(RNS) — A fund has been set up to benefit the family of the late Darrin Patrick, a megachurch pastor and author who died Thursday (May 7).
Patrick, 49, left behind his wife, Amie, and four children.
A link to the fund can be found on the website of Charleston, South Carolina-based Seacoast Church and at GiveSendGo. Patrick was a teaching pastor at the church.
“All the funds collected will go to the family,” said Greg Surratt, founding pastor of Seacoast and a longtime friend of Patrick and his family. Surrat, the founding pastor of Seacoast and longtime friend, had just returned from St. Louis, where he spent time comforting Patrick’s family.
Since the news broke of Patrick’s death, Surratt said, churches and church members have been rallying around the family.
Amie Patrick posted a message on her late husband’s Twitter account, expressing thanks to friends and supporters.
“Your kind remembrances of him, photos, stories and encouraging words are healing to our souls,” she wrote.
In the days after getting the call about Patrick’s passing, Surratt said he has been through a range of emotions — grief and anger, sadness and guilt.
“I have cried more in the last 24 hours than I have in the last 24 years,” he said.
When Patrick was fired in 2016 from the Journey Church in St. Louis, Surratt helped lead him through a restoration process that lasted for several years. That led eventually to Patrick becoming a teaching pastor at Seacoast Church.
The two had started a podcast together called The Pastors Collective, where they talked about the struggles and challenges of the ministry.
Surratt said that details of Patrick’s passing remain unclear. Surratt said that Patrick had gone target shooting with a friend on some private property outside of St. Louis. There he suffered a gunshot wound and died.
A police investigation is ongoing, he said.
“What we do know is that he took his own life,” Surratt said. “We don’t know if it was intentional or unintentional.”
Whatever the circumstances of his death, Surratt said that he finds comfort in knowing that his friend is “with Jesus.”
“We look forward to that day when we will all be together again,” he said. “We grieve, but we don’t grieve as those who have no hope.”
For now, however, Patrick’s friends will have to grieve in isolation, due to the restrictions put in place to slow the spread of the coronavirus, said Surratt.
A private burial service will be held for the family, but no public service will be held for the time being until after restrictions are lifted. A livestreamed memorial service will be held for Patrick at that time.
Surratt said that grief is part of the cost of friendship. When you love someone, he said, someday you have to say goodbye.
“We consider the years we spent with Darrin and his family and the years he spent at Seacoast to be a gift,” he said. “We want to hold on to those gifts forever, but that is up to God.”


- _WHAT THIS TASK INVOLVES_
Please transcribe every record below exactly as written.
═════ RECORDED DATA
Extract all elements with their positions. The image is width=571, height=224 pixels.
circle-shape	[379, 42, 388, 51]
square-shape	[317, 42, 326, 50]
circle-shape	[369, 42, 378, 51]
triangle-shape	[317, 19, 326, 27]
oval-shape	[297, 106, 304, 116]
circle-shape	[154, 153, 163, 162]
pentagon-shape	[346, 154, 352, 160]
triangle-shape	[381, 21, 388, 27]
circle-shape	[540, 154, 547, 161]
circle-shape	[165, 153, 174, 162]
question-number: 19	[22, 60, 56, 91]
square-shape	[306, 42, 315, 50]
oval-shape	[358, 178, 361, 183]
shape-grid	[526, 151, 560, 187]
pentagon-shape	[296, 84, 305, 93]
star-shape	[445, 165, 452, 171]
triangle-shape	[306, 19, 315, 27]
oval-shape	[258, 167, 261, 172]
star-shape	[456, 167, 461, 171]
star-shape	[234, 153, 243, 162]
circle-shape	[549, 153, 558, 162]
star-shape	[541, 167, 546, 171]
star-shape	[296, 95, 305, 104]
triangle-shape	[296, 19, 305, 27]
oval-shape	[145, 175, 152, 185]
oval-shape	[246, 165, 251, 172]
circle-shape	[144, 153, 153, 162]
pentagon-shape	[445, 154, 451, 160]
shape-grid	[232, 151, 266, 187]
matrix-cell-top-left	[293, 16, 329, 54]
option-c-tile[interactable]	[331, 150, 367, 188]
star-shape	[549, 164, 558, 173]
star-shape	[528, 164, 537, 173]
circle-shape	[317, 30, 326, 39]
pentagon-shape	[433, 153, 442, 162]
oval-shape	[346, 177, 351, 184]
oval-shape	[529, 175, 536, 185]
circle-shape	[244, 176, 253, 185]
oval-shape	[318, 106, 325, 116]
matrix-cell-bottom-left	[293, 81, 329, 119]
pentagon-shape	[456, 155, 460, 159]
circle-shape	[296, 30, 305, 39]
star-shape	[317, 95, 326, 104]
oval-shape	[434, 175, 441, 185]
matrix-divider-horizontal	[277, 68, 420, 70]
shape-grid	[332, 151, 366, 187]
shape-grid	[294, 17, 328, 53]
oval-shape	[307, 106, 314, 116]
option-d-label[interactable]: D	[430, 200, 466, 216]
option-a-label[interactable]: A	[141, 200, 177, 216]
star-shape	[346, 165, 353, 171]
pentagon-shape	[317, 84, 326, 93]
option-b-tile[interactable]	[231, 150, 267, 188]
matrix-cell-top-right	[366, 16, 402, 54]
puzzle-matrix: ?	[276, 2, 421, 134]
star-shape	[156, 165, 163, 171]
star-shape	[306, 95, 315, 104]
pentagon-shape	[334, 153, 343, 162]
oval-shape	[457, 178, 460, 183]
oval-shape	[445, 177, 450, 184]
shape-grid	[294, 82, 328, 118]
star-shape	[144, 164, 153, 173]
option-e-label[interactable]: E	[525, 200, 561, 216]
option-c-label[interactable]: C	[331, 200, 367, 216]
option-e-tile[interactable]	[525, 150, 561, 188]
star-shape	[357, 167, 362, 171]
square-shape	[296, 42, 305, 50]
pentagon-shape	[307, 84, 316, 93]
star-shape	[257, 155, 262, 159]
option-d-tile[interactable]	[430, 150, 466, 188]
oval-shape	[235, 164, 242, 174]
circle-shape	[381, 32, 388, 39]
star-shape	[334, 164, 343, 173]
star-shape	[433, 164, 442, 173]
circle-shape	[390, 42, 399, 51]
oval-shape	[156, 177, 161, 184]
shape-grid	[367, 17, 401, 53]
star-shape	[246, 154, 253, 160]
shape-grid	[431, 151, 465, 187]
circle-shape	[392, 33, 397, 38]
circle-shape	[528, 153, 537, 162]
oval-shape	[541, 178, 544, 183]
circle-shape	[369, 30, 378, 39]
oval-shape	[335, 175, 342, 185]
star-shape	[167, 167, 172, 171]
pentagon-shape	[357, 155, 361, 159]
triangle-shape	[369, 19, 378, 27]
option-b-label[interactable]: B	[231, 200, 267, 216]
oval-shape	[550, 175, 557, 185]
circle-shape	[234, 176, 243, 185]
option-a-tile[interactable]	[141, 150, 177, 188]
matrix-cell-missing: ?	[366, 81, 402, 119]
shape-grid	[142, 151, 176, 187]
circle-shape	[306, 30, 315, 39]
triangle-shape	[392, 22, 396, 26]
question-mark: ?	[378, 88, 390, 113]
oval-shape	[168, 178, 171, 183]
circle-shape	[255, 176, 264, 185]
══════════
- _RESULT OF THE EXERCISE_
Extract all elements with their positions. The image is width=571, height=224 pixels.
circle-shape	[379, 42, 388, 51]
square-shape	[317, 42, 326, 50]
circle-shape	[369, 42, 378, 51]
triangle-shape	[317, 19, 326, 27]
oval-shape	[297, 106, 304, 116]
circle-shape	[154, 153, 163, 162]
pentagon-shape	[346, 154, 352, 160]
triangle-shape	[381, 21, 388, 27]
circle-shape	[540, 154, 547, 161]
circle-shape	[165, 153, 174, 162]
question-number: 19	[22, 60, 56, 91]
square-shape	[306, 42, 315, 50]
oval-shape	[358, 178, 361, 183]
shape-grid	[526, 151, 560, 187]
pentagon-shape	[296, 84, 305, 93]
star-shape	[445, 165, 452, 171]
triangle-shape	[306, 19, 315, 27]
oval-shape	[258, 167, 261, 172]
star-shape	[456, 167, 461, 171]
star-shape	[234, 153, 243, 162]
circle-shape	[549, 153, 558, 162]
star-shape	[541, 167, 546, 171]
star-shape	[296, 95, 305, 104]
triangle-shape	[296, 19, 305, 27]
oval-shape	[145, 175, 152, 185]
oval-shape	[246, 165, 251, 172]
circle-shape	[144, 153, 153, 162]
pentagon-shape	[445, 154, 451, 160]
shape-grid	[232, 151, 266, 187]
matrix-cell-top-left	[293, 16, 329, 54]
option-c-tile[interactable]	[331, 150, 367, 188]
star-shape	[549, 164, 558, 173]
star-shape	[528, 164, 537, 173]
circle-shape	[317, 30, 326, 39]
pentagon-shape	[433, 153, 442, 162]
oval-shape	[346, 177, 351, 184]
oval-shape	[529, 175, 536, 185]
circle-shape	[244, 176, 253, 185]
oval-shape	[318, 106, 325, 116]
matrix-cell-bottom-left	[293, 81, 329, 119]
pentagon-shape	[456, 155, 460, 159]
circle-shape	[296, 30, 305, 39]
star-shape	[317, 95, 326, 104]
oval-shape	[434, 175, 441, 185]
matrix-divider-horizontal	[277, 68, 420, 70]
shape-grid	[332, 151, 366, 187]
shape-grid	[294, 17, 328, 53]
oval-shape	[307, 106, 314, 116]
option-d-label[interactable]: D	[430, 200, 466, 216]
option-a-label[interactable]: A	[141, 200, 177, 216]
star-shape	[346, 165, 353, 171]
pentagon-shape	[317, 84, 326, 93]
option-b-tile[interactable]	[231, 150, 267, 188]
matrix-cell-top-right	[366, 16, 402, 54]
puzzle-matrix: ?	[276, 2, 421, 134]
star-shape	[156, 165, 163, 171]
star-shape	[306, 95, 315, 104]
pentagon-shape	[334, 153, 343, 162]
oval-shape	[457, 178, 460, 183]
oval-shape	[445, 177, 450, 184]
shape-grid	[294, 82, 328, 118]
star-shape	[144, 164, 153, 173]
option-e-label[interactable]: E	[525, 200, 561, 216]
option-c-label[interactable]: C	[331, 200, 367, 216]
option-e-tile[interactable]	[525, 150, 561, 188]
star-shape	[357, 167, 362, 171]
square-shape	[296, 42, 305, 50]
pentagon-shape	[307, 84, 316, 93]
star-shape	[257, 155, 262, 159]
option-d-tile[interactable]	[430, 150, 466, 188]
oval-shape	[235, 164, 242, 174]
circle-shape	[381, 32, 388, 39]
star-shape	[334, 164, 343, 173]
star-shape	[433, 164, 442, 173]
circle-shape	[390, 42, 399, 51]
oval-shape	[156, 177, 161, 184]
shape-grid	[367, 17, 401, 53]
star-shape	[246, 154, 253, 160]
shape-grid	[431, 151, 465, 187]
circle-shape	[392, 33, 397, 38]
circle-shape	[528, 153, 537, 162]
oval-shape	[541, 178, 544, 183]
circle-shape	[369, 30, 378, 39]
oval-shape	[335, 175, 342, 185]
star-shape	[167, 167, 172, 171]
pentagon-shape	[357, 155, 361, 159]
triangle-shape	[369, 19, 378, 27]
option-b-label[interactable]: B	[231, 200, 267, 216]
oval-shape	[550, 175, 557, 185]
circle-shape	[234, 176, 243, 185]
option-a-tile[interactable]	[141, 150, 177, 188]
matrix-cell-missing: ?	[366, 81, 402, 119]
shape-grid	[142, 151, 176, 187]
circle-shape	[306, 30, 315, 39]
triangle-shape	[392, 22, 396, 26]
question-mark: ?	[378, 88, 390, 113]
oval-shape	[168, 178, 171, 183]
circle-shape	[255, 176, 264, 185]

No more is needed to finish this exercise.